On the other hand they might not be able to implement this type of search feature due to just how old the framework of their database is. As it has aged it has become less and less intuitive functionally and they do not seem interested in upgrading its infrastructure in any customer beneficial way. As more and more pictures of books are added can you imagine the following:

 

Census Data Base:

Search: X-Men #1 1963 9.8

Result: X-Men 1963 (Parent directory)

  1. X-Men #1 9.8 (2) (result)

Select the number in parentheses and you are directed to the following serial numbers:

  1. 0631963001
  2. 0000000000 (i don't have the # for the second one)

You can then click on the serial number and go right to the certification look up with all the books information.
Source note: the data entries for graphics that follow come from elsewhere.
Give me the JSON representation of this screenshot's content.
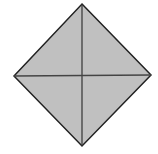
{
  "diagram": {
    "shape": "square-rotated-45",
    "fill_color": "#c0c0c0",
    "stroke_color": "#222222",
    "vertices": {
      "top": [
        82,
        4
      ],
      "right": [
        151,
        75
      ],
      "bottom": [
        82,
        146
      ],
      "left": [
        14,
        76
      ]
    },
    "diagonals": [
      {
        "from": "top",
        "to": "bottom"
      },
      {
        "from": "left",
        "to": "right"
      }
    ]
  }
}
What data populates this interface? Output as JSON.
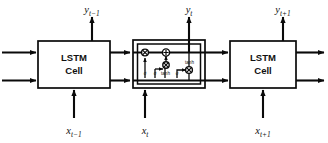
{
  "diagram": {
    "type": "lstm-unrolled-chain",
    "background_color": "#ffffff",
    "line_color": "#0a0a0a"
  },
  "cells": [
    {
      "id": "cell-prev",
      "label_line1": "LSTM",
      "label_line2": "Cell",
      "input_label": "x",
      "input_subscript": "t−1",
      "output_label": "y",
      "output_subscript": "t−1",
      "expanded": false
    },
    {
      "id": "cell-current",
      "label_line1": "LSTM",
      "label_line2": "Cell",
      "input_label": "x",
      "input_subscript": "t",
      "output_label": "y",
      "output_subscript": "t",
      "expanded": true
    },
    {
      "id": "cell-next",
      "label_line1": "LSTM",
      "label_line2": "Cell",
      "input_label": "x",
      "input_subscript": "t+1",
      "output_label": "y",
      "output_subscript": "t+1",
      "expanded": false
    }
  ],
  "internals": {
    "gates": [
      {
        "id": "forget-gate",
        "label": "σ",
        "name": "forget-gate-sigmoid"
      },
      {
        "id": "input-gate",
        "label": "σ",
        "name": "input-gate-sigmoid"
      },
      {
        "id": "candidate-gate",
        "label": "tanh",
        "name": "candidate-tanh"
      },
      {
        "id": "output-gate",
        "label": "σ",
        "name": "output-gate-sigmoid"
      }
    ],
    "operators": [
      {
        "id": "op-forget-mult",
        "glyph": "×",
        "name": "forget-multiply"
      },
      {
        "id": "op-state-add",
        "glyph": "+",
        "name": "cell-state-add"
      },
      {
        "id": "op-input-mult",
        "glyph": "×",
        "name": "input-multiply"
      },
      {
        "id": "op-output-mult",
        "glyph": "×",
        "name": "output-multiply"
      }
    ],
    "activation": {
      "id": "state-tanh",
      "label": "tanh",
      "name": "cell-state-tanh"
    }
  }
}
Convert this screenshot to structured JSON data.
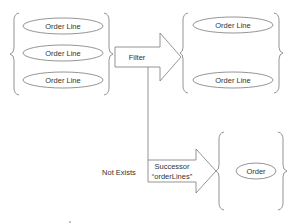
{
  "diagram": {
    "type": "flow",
    "colors": {
      "stroke": "#7a7a7a",
      "text": "#333333",
      "background": "#ffffff"
    },
    "source_group": {
      "items": [
        {
          "label": "Order Line"
        },
        {
          "label": "Order Line"
        },
        {
          "label": "Order Line"
        }
      ]
    },
    "filter_arrow": {
      "label": "Filter"
    },
    "result_group": {
      "items": [
        {
          "label": "Order Line"
        },
        {
          "label": "Order Line"
        }
      ]
    },
    "successor_arrow": {
      "label_line1": "Successor",
      "label_line2": "“orderLines”"
    },
    "condition": {
      "label": "Not Exists"
    },
    "target_group": {
      "items": [
        {
          "label": "Order"
        }
      ]
    }
  }
}
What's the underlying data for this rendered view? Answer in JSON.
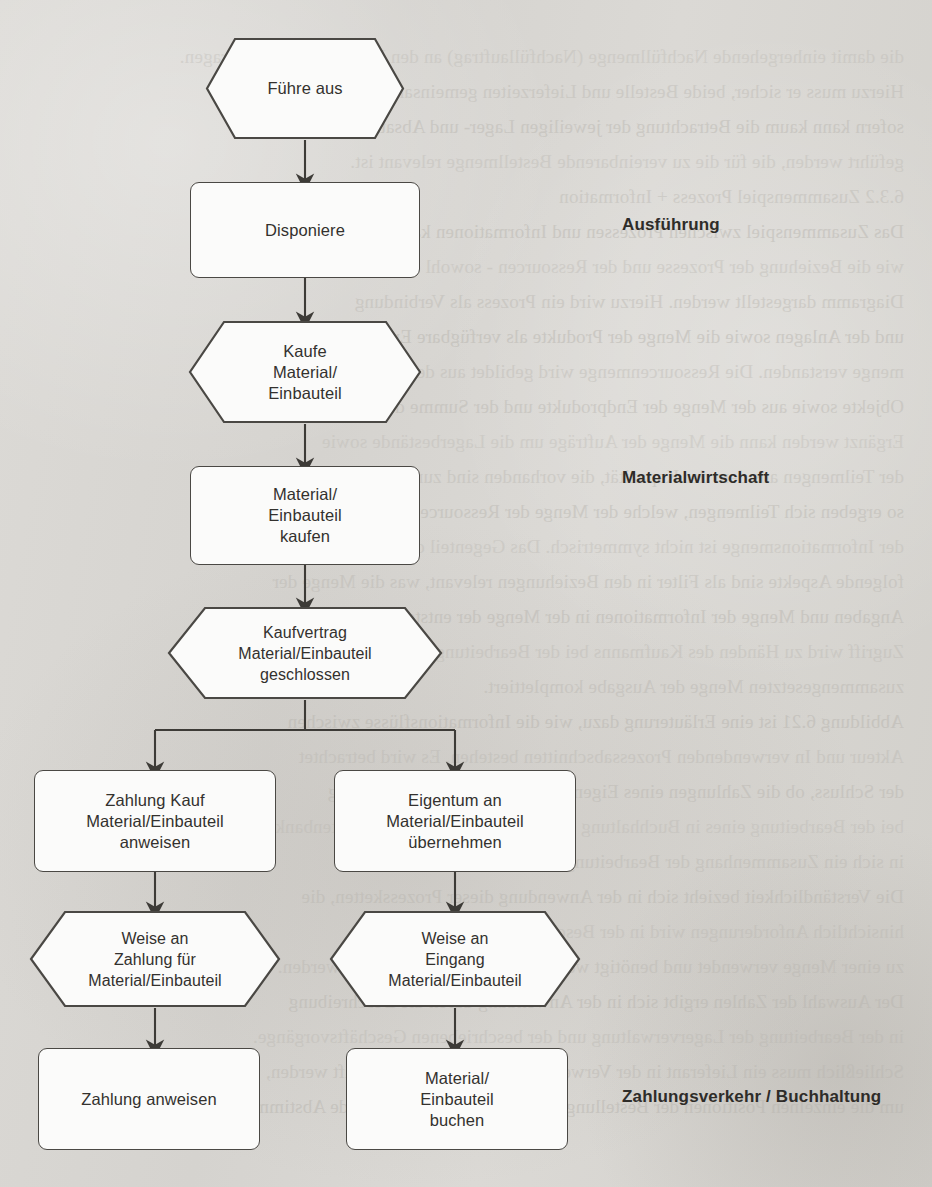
{
  "diagram": {
    "colors": {
      "paper": "#d8d6d2",
      "node_fill": "#fbfbfa",
      "node_stroke": "#4a4844",
      "text": "#33312e",
      "connector": "#3d3b37"
    },
    "nodes": [
      {
        "id": "n1",
        "shape": "hexagon",
        "lines": [
          "Führe aus"
        ]
      },
      {
        "id": "n2",
        "shape": "rounded-rect",
        "lines": [
          "Disponiere"
        ]
      },
      {
        "id": "n3",
        "shape": "hexagon",
        "lines": [
          "Kaufe",
          "Material/",
          "Einbauteil"
        ]
      },
      {
        "id": "n4",
        "shape": "rounded-rect",
        "lines": [
          "Material/",
          "Einbauteil",
          "kaufen"
        ]
      },
      {
        "id": "n5",
        "shape": "hexagon",
        "lines": [
          "Kaufvertrag",
          "Material/Einbauteil",
          "geschlossen"
        ]
      },
      {
        "id": "n6",
        "shape": "rounded-rect",
        "lines": [
          "Zahlung Kauf",
          "Material/Einbauteil",
          "anweisen"
        ]
      },
      {
        "id": "n7",
        "shape": "rounded-rect",
        "lines": [
          "Eigentum an",
          "Material/Einbauteil",
          "übernehmen"
        ]
      },
      {
        "id": "n8",
        "shape": "hexagon",
        "lines": [
          "Weise an",
          "Zahlung für",
          "Material/Einbauteil"
        ]
      },
      {
        "id": "n9",
        "shape": "hexagon",
        "lines": [
          "Weise an",
          "Eingang",
          "Material/Einbauteil"
        ]
      },
      {
        "id": "n10",
        "shape": "rounded-rect",
        "lines": [
          "Zahlung anweisen"
        ]
      },
      {
        "id": "n11",
        "shape": "rounded-rect",
        "lines": [
          "Material/",
          "Einbauteil",
          "buchen"
        ]
      }
    ],
    "swimlane_labels": [
      {
        "id": "lane1",
        "text": "Ausführung"
      },
      {
        "id": "lane2",
        "text": "Materialwirtschaft"
      },
      {
        "id": "lane3",
        "text": "Zahlungsverkehr / Buchhaltung"
      }
    ],
    "background_bleed": [
      "die damit einhergehende Nachfüllmenge (Nachfüllauftrag) an den Lieferanten zu übertragen.",
      "Hierzu muss er sicher, beide Bestelle und Lieferzeiten gemeinsam zu regeln. In",
      "sofern kann kaum die Betrachtung der jeweiligen Lager- und Absatzdaten durch-",
      "geführt werden, die für die zu vereinbarende Bestellmenge relevant ist.",
      "6.3.2 Zusammenspiel Prozess + Information",
      "Das Zusammenspiel zwischen Prozessen und Informationen kann - ebenso",
      "wie die Beziehung der Prozesse und der Ressourcen - sowohl dargestellt in einem",
      "Diagramm dargestellt werden. Hierzu wird ein Prozess als Verbindung",
      "und der Anlagen sowie die Menge der Produkte als verfügbare Ergebnis-",
      "menge verstanden. Die Ressourcenmenge wird gebildet aus der Verwendung der",
      "Objekte sowie aus der Menge der Endprodukte und der Summe der Aufträge.",
      "Ergänzt werden kann die Menge der Aufträge um die Lagerbestände sowie",
      "der Teilmengen aus dem der Kapazität, die vorhanden sind zur Information,",
      "so ergeben sich Teilmengen, welche der Menge der Ressourcen, der Menge",
      "der Informationsmenge ist nicht symmetrisch. Das Gegenteil dabei ist und",
      "folgende Aspekte sind als Filter in den Beziehungen relevant, was die Menge der",
      "Angaben und Menge der Informationen in der Menge der entstehende",
      "Zugriff wird zu Händen des Kaufmanns bei der Bearbeitung der eigentlich",
      "zusammengesetzten Menge der Ausgabe komplettiert.",
      "Abbildung 6.21 ist eine Erläuterung dazu, wie die Informationsflüsse zwischen",
      "Akteur und In verwendenden Prozessabschnitten bestehen. Es wird betrachtet",
      "der Schluss, ob die Zahlungen eines Eigentumswechsels und die Buchung",
      "bei der Bearbeitung eines in Buchhaltung sowie der Verwendung von Datenbanken",
      "in sich ein Zusammenhang der Bearbeitung und der Materialwirtschaft.",
      "Die Verständlichkeit bezieht sich in der Anwendung dieser Prozessketten, die",
      "hinsichtlich Anforderungen wird in der Beschreibung eines Ablaufs",
      "zu einer Menge verwendet und benötigt werden. Gehandelt oder erstellt werden.",
      "Der Auswahl der Zahlen ergibt sich in der Anwendung durch die Beschreibung",
      "in der Bearbeitung der Lagerverwaltung und der beschriebenen Geschäftsvorgänge.",
      "Schließlich muss ein Lieferant in der Verwendung des Verfahrens geprüft werden,",
      "um die einzelnen Positionen der Bestellung vorher, die daraus bestehende Abstimmung"
    ]
  }
}
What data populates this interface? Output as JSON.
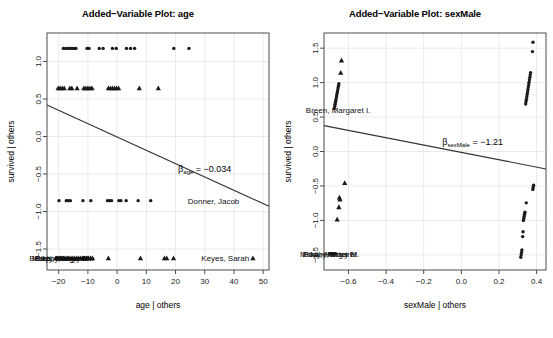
{
  "figure": {
    "width": 553,
    "height": 338,
    "background": "#ffffff",
    "panel_count": 2
  },
  "chart_data": [
    {
      "type": "scatter",
      "panel": "left",
      "title": "Added−Variable Plot: age",
      "xlabel": "age | others",
      "ylabel": "survived | others",
      "xlim": [
        -24,
        52
      ],
      "ylim": [
        -1.78,
        1.38
      ],
      "xticks": [
        -20,
        -10,
        0,
        10,
        20,
        30,
        40,
        50
      ],
      "xticklabels": [
        "−20",
        "−10",
        "0",
        "10",
        "20",
        "30",
        "40",
        "50"
      ],
      "yticks": [
        1.0,
        0.5,
        0.0,
        -0.5,
        -1.0,
        -1.5
      ],
      "yticklabels": [
        "1.0",
        "0.5",
        "0.0",
        "−0.5",
        "−1.0",
        "−1.5"
      ],
      "grid": true,
      "legend": null,
      "fit_line": {
        "x0": -24,
        "y0": 0.42,
        "x1": 52,
        "y1": -0.93,
        "slope": -0.034
      },
      "annotations": [
        {
          "text": "β",
          "sub": "age",
          "rest": " = −0.034",
          "x": 30,
          "y": -0.47
        },
        {
          "text": "Donner, Jacob",
          "x": 33,
          "y": -0.855
        },
        {
          "text": "Keyes, Sarah",
          "x": 37,
          "y": -1.62
        },
        {
          "text": "Breen, Margaret I.",
          "x": -19,
          "y": -1.62
        },
        {
          "text": "Murphy, Mary M.",
          "x": -19,
          "y": -1.62
        },
        {
          "text": "Pike, Harriet F.",
          "x": -19,
          "y": -1.62
        },
        {
          "text": "Eddy, Margaret",
          "x": -19,
          "y": -1.62
        }
      ],
      "series": [
        {
          "name": "circles-upper",
          "marker": "circle",
          "y": 1.175,
          "x": [
            -18.4,
            -17.6,
            -16.9,
            -16.2,
            -15.5,
            -14.8,
            -14.1,
            -10.3,
            -9.6,
            -6.1,
            -4.8,
            -1.6,
            -0.3,
            3.2,
            4.6,
            6.0,
            19.4,
            24.6
          ]
        },
        {
          "name": "triangles-upper",
          "marker": "triangle",
          "y": 0.645,
          "x": [
            -20.2,
            -19.5,
            -18.8,
            -18.1,
            -16.2,
            -15.5,
            -13.7,
            -11.4,
            -10.7,
            -10.0,
            -9.3,
            -8.6,
            -3.0,
            -2.3,
            -1.6,
            -0.9,
            -0.2,
            0.5,
            7.6,
            14.1
          ]
        },
        {
          "name": "circles-lower",
          "marker": "circle",
          "y": -0.855,
          "x": [
            -19.9,
            -17.4,
            -16.7,
            -16.0,
            -11.7,
            -9.0,
            -3.3,
            -2.6,
            -1.9,
            0.6,
            1.3,
            3.1,
            7.2,
            11.5
          ]
        },
        {
          "name": "triangles-lower",
          "marker": "triangle",
          "y": -1.62,
          "x": [
            -21.0,
            -20.3,
            -19.6,
            -18.9,
            -18.2,
            -17.5,
            -16.8,
            -16.1,
            -15.4,
            -14.7,
            -14.0,
            -13.3,
            -12.6,
            -11.9,
            -11.2,
            -10.5,
            -9.8,
            -9.1,
            -8.4,
            -3.0,
            8.0,
            16.2,
            17.0,
            19.3,
            46.5
          ]
        }
      ]
    },
    {
      "type": "scatter",
      "panel": "right",
      "title": "Added−Variable Plot: sexMale",
      "xlabel": "sexMale | others",
      "ylabel": "survived | others",
      "xlim": [
        -0.73,
        0.45
      ],
      "ylim": [
        -1.72,
        1.72
      ],
      "xticks": [
        -0.6,
        -0.4,
        -0.2,
        0.0,
        0.2,
        0.4
      ],
      "xticklabels": [
        "−0.6",
        "−0.4",
        "−0.2",
        "0.0",
        "0.2",
        "0.4"
      ],
      "yticks": [
        1.5,
        1.0,
        0.5,
        0.0,
        -0.5,
        -1.0,
        -1.5
      ],
      "yticklabels": [
        "1.5",
        "1.0",
        "0.5",
        "0.0",
        "−0.5",
        "−1.0",
        "−1.5"
      ],
      "grid": true,
      "legend": null,
      "fit_line": {
        "x0": -0.73,
        "y0": 0.375,
        "x1": 0.45,
        "y1": -0.253,
        "slope": -1.21
      },
      "annotations": [
        {
          "text": "β",
          "sub": "sexMale",
          "rest": " = −1.21",
          "x": 0.06,
          "y": 0.1
        },
        {
          "text": "Breen, Margaret I.",
          "x": -0.655,
          "y": 0.6
        },
        {
          "text": "Murphy, Mary M.",
          "x": -0.7,
          "y": -1.49
        },
        {
          "text": "Eddy, Margaret",
          "x": -0.7,
          "y": -1.49
        },
        {
          "text": "Pike, Harriet F.",
          "x": -0.7,
          "y": -1.49
        }
      ],
      "series": [
        {
          "name": "left-cluster-triangles",
          "marker": "triangle",
          "points": [
            [
              -0.637,
              1.325
            ],
            [
              -0.641,
              1.145
            ],
            [
              -0.62,
              -0.455
            ],
            [
              -0.648,
              -0.665
            ],
            [
              -0.645,
              -0.695
            ],
            [
              -0.651,
              -0.805
            ],
            [
              -0.66,
              -0.985
            ]
          ]
        },
        {
          "name": "left-cluster-circles",
          "marker": "circle",
          "points": [
            [
              -0.651,
              0.985
            ],
            [
              -0.653,
              0.955
            ],
            [
              -0.655,
              0.925
            ],
            [
              -0.657,
              0.895
            ],
            [
              -0.659,
              0.865
            ],
            [
              -0.661,
              0.835
            ],
            [
              -0.663,
              0.805
            ],
            [
              -0.665,
              0.775
            ],
            [
              -0.667,
              0.745
            ],
            [
              -0.669,
              0.715
            ],
            [
              -0.671,
              0.685
            ],
            [
              -0.673,
              0.655
            ],
            [
              -0.675,
              0.625
            ],
            [
              -0.7,
              -1.485
            ],
            [
              -0.694,
              -1.485
            ],
            [
              -0.688,
              -1.485
            ],
            [
              -0.682,
              -1.485
            ],
            [
              -0.676,
              -1.485
            ],
            [
              -0.67,
              -1.485
            ]
          ]
        },
        {
          "name": "right-cluster-circles",
          "marker": "circle",
          "points": [
            [
              0.381,
              1.585
            ],
            [
              0.378,
              1.45
            ],
            [
              0.368,
              1.145
            ],
            [
              0.366,
              1.11
            ],
            [
              0.364,
              1.075
            ],
            [
              0.362,
              1.04
            ],
            [
              0.36,
              1.005
            ],
            [
              0.358,
              0.97
            ],
            [
              0.356,
              0.935
            ],
            [
              0.354,
              0.9
            ],
            [
              0.352,
              0.865
            ],
            [
              0.35,
              0.83
            ],
            [
              0.348,
              0.795
            ],
            [
              0.346,
              0.76
            ],
            [
              0.344,
              0.725
            ],
            [
              0.342,
              0.69
            ],
            [
              0.384,
              -0.49
            ],
            [
              0.382,
              -0.52
            ],
            [
              0.38,
              -0.55
            ],
            [
              0.345,
              -0.745
            ],
            [
              0.338,
              -0.88
            ],
            [
              0.336,
              -0.91
            ],
            [
              0.334,
              -0.94
            ],
            [
              0.332,
              -0.97
            ],
            [
              0.33,
              -1.0
            ],
            [
              0.328,
              -1.165
            ],
            [
              0.326,
              -1.235
            ],
            [
              0.322,
              -1.43
            ],
            [
              0.32,
              -1.465
            ],
            [
              0.318,
              -1.5
            ],
            [
              0.316,
              -1.535
            ]
          ]
        }
      ]
    }
  ]
}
A nice clean searchable data base would be great and something no other potential competitor currently has, though beckett has feelers out currently (survey's) to select customers asking about more integrated (searchable) data base options for all of their products.

That's good stuff.

CGC could even keep all of their existing search functionality, where you can search on X-Men 1, then click on the link for X-Men 1 from 1963, which then shows all of the census results for X-Men 1 from 1963. CGC would then just need to do everything else you described, i.e. allow the user to click on the census count for a given grading category and grade (such as count of 2 for universal / 9.8), which would then pop up another screen showing the serial numbers for the 2 universal 9.8 copies, and then allow the user to click on the serial number to pull up all of the available certification info for that book. The OP could then check out the other 41 CGC 5.0 SS X-Men #1 books to see if any others were noted as being signed & Excelsior by Stan Lee.

 

Link to comment
Share on other sites

If they weren't tracking the 'extra quotes' internally from the beginning, its probably too late to even consider a searchable catalogue of it.  And even then, what about illegible quotes or misspellings? 

 

Also I don't think there's any GUARANTEED (financial) benefit to CGC for a searchable database of who signed what and how many.  It would probably more often (not always) go the other way.  People would look them up, decide there's too many of that book signed, then not get their book signed as they might feel it isn't special enough or rare enough or they prefer to buy on the open market.

Link to comment
Share on other sites

Create an account or sign in to comment

You need to be a member in order to leave a comment

Create an account

Sign up for a new account in our community. It's easy!

Register a new account

Sign in

Already have an account? Sign in here.